And Edelstein is more than up to the challenge. What he delivers onstage at the Globe is a bold, vigorous production that makes the play feel fresh. The first thing you may notice is the color blind and gender bending casting. The key leads, Hamlet, Claudius, Gertrude and Hamlet's father are all African American and a few male roles, most notably Guildenstern and Osric, are played by women.

But there are other creative choices that also make this production feel fresh. The production design begins in resplendent golds and the women's costumes are like brilliant butterflies. Hamlet may be mourning his father's death but the Danish court is not. It is a vision of the play I have not seen before and that new visual look made me hear lines and see characters in a different light.
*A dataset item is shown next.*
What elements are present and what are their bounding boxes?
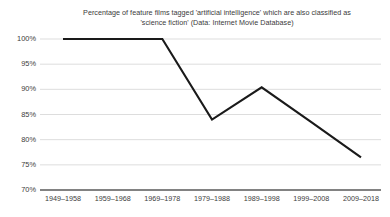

Grantham Coleman (center) is Hamlet and Opal Alladin plays his mother Gertrude in "Hamlet."
Jim Cox
Grantham Coleman (center) is Hamlet and Opal Alladin plays his mother Gertrude in "Hamlet."

But Edelstein's vision goes deeper than just the look of "Hamlet's" cast and visual design.

This is when having a director who is also a Shakespeare scholar comes into play. Edelstein pointed out that most of Shakespeare's plays exist in only one version but "Hamlet" has three. One hastily produced in 1603, another followed in 1604 that included the notation "much expanded and much corrected," and then the 1623 First Folio edition.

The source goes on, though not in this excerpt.